I mention this today because the governor of New York, Andrew Cuomo, has just announced plans for a new Penn station on that same site. Let’s hope it turns out to be both a building evocative of a time when transportation was civilized and a belated but worthy replacement of the original Penn Station. I have my doubts, however. We don’t seem to build magnificent things any more. Why is that?

2 Comments

  1. Here are highlights of the plan:

    Empire State Development, Amtrak, MTA and LIRR will form a joint entity to redo Penn Station.
    The James A. Farley Post Office Building on Eighth Avenue to be redone as a train hall with shops, restaurants, new elevators and escalators and an energy-efficient design.
    An underground concourse will link the two complexes.
    Closing 33rd Street and using skylights to bring natural light below.
    Creating new access points, such as a grand entrance at Seventh Avenue.
    Recapturing the original feel of Penn by condemning the Theater at Madison Square Garden.
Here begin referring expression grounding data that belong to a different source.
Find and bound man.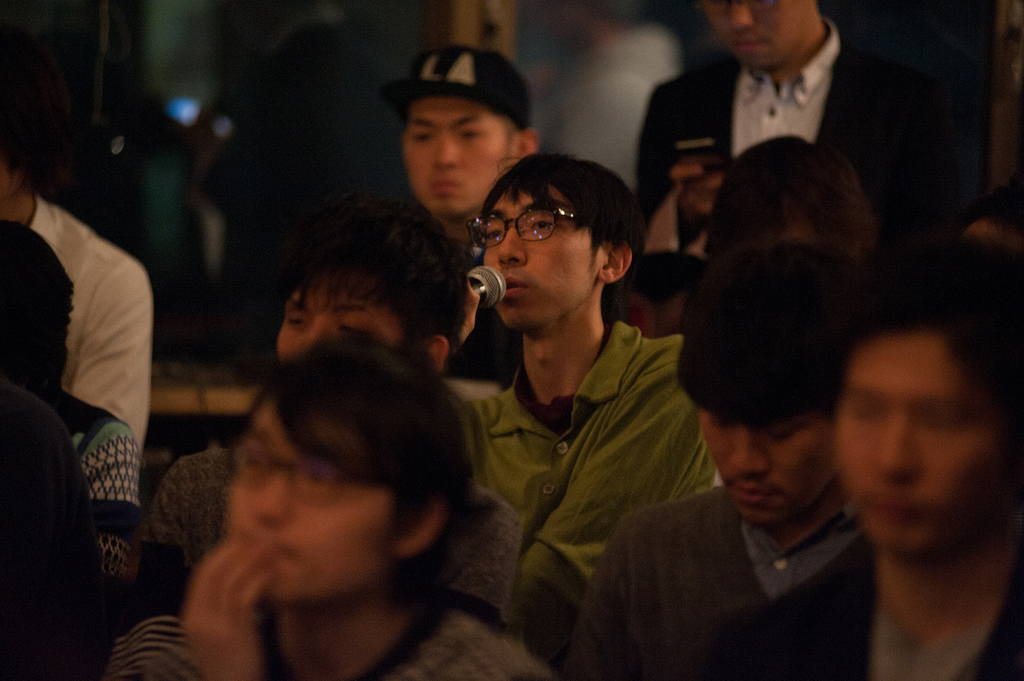
Bound: {"x1": 403, "y1": 44, "x2": 530, "y2": 350}.
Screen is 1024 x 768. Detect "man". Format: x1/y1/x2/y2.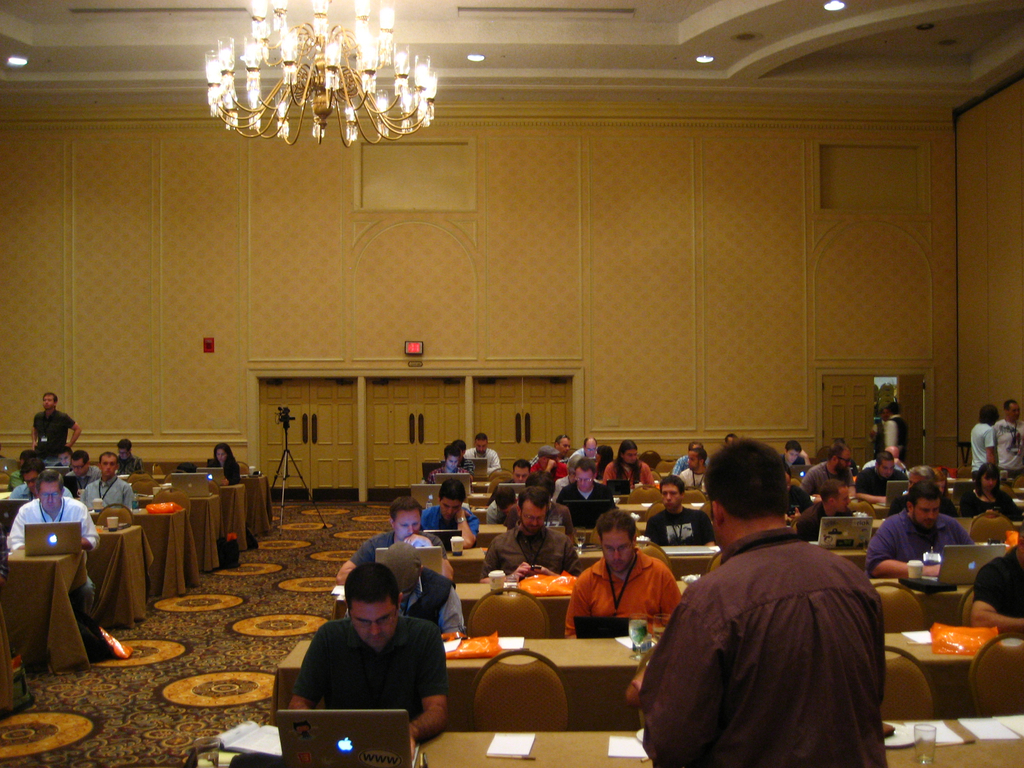
528/434/572/464.
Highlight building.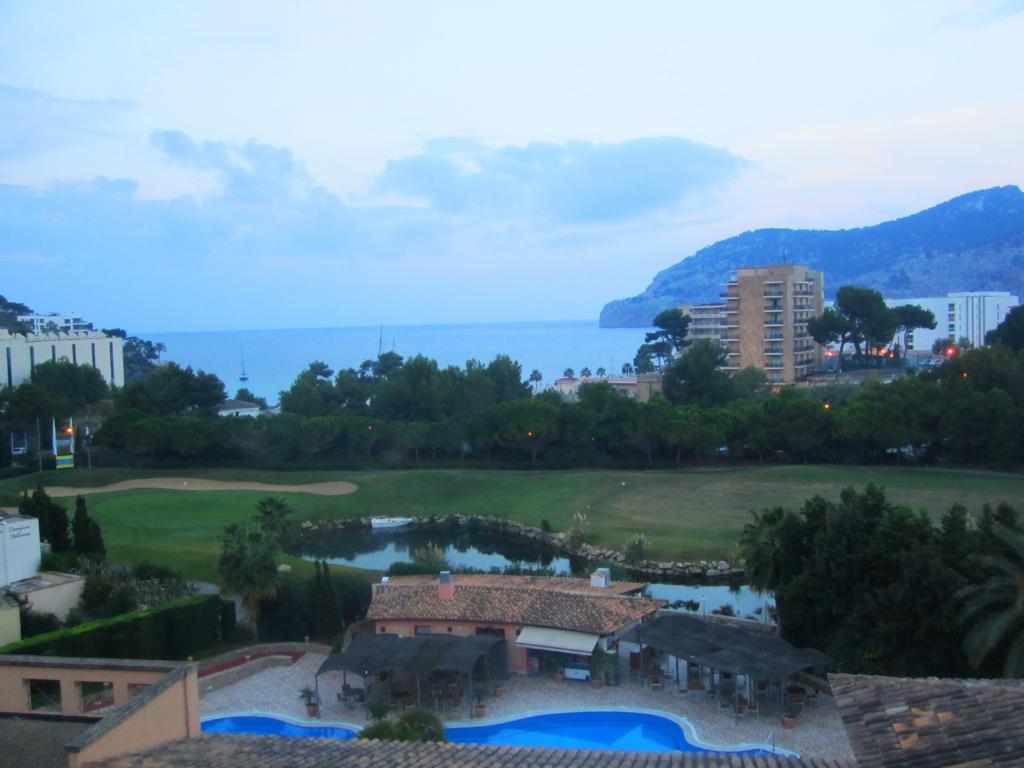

  2. I’m not entirely with you, there. I like the magnificent station buildings from the past (and the present, like Lisbon’s Oriente Station), but I can see a more sober building doing just as well the trick. Too much fancy stuff only eats away on maintenance, like our grand Liège-Guillemins station in Belgium, a wonderful 21st century marvel with a magnificent trainshed in glass, steal and white concrete, which is collecting dust since about the time it was finished, in 2009, because you need a specialised company to clean the canopy…
    A good train station to me is flexible, well maintained, light and functional, if it’s flashy and an attraction on it’s own, than that’s a welcome extra, but no necessity.